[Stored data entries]
-------------------------
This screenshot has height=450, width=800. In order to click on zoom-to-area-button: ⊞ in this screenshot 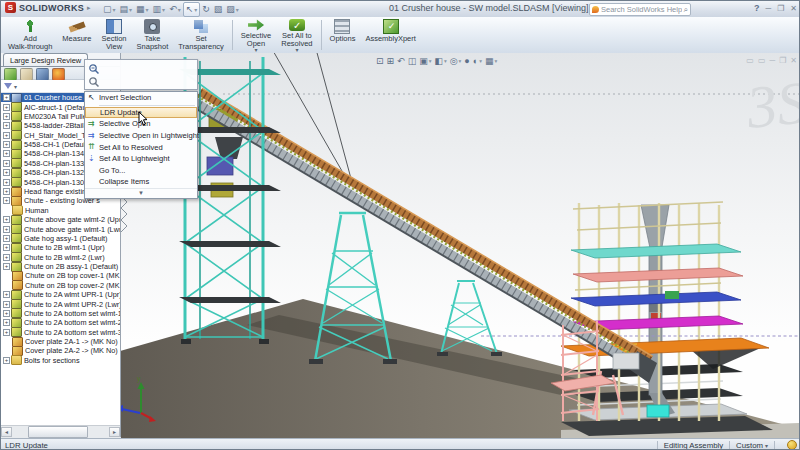, I will do `click(391, 61)`.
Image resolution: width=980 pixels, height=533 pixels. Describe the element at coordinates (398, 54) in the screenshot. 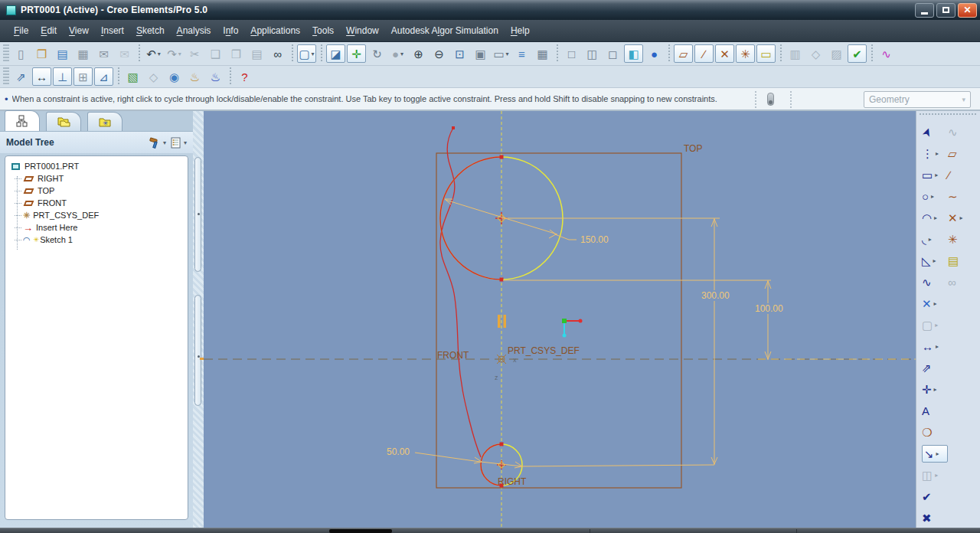

I see `shaded-model-button: ●▾` at that location.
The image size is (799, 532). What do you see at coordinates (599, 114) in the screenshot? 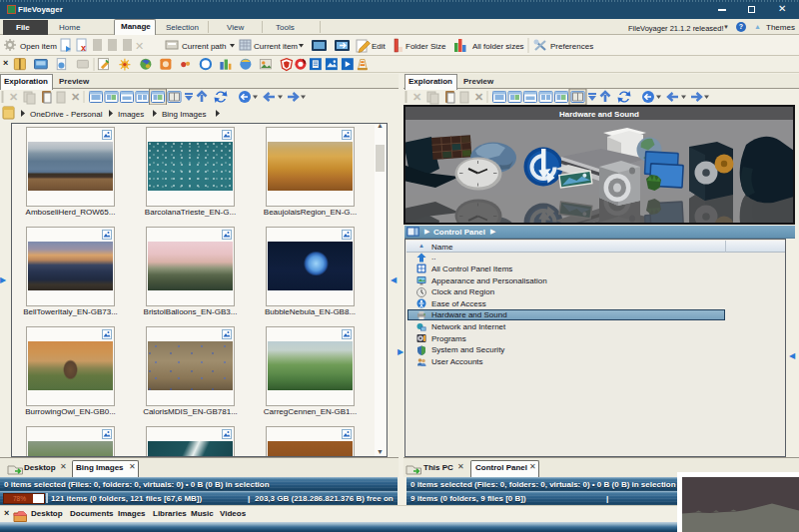
I see `svg-text: Hardware and Sound` at bounding box center [599, 114].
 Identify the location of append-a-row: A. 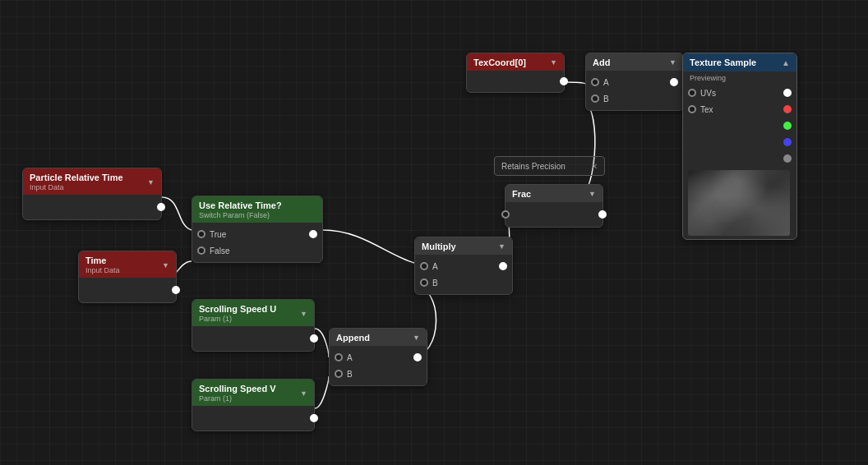
(378, 357).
-------------------------
» PROBLEM
Reproduce exactly, and only, the lines from the one containing "The image size" through the last line of the records above, both included, leaving out any pictures.

» WRITTEN SOLUTION
The image size is (799, 532). What do you see at coordinates (599, 114) in the screenshot? 
I see `svg-text: Hardware and Sound` at bounding box center [599, 114].
 Identify the location of append-a-row: A. 
(378, 357).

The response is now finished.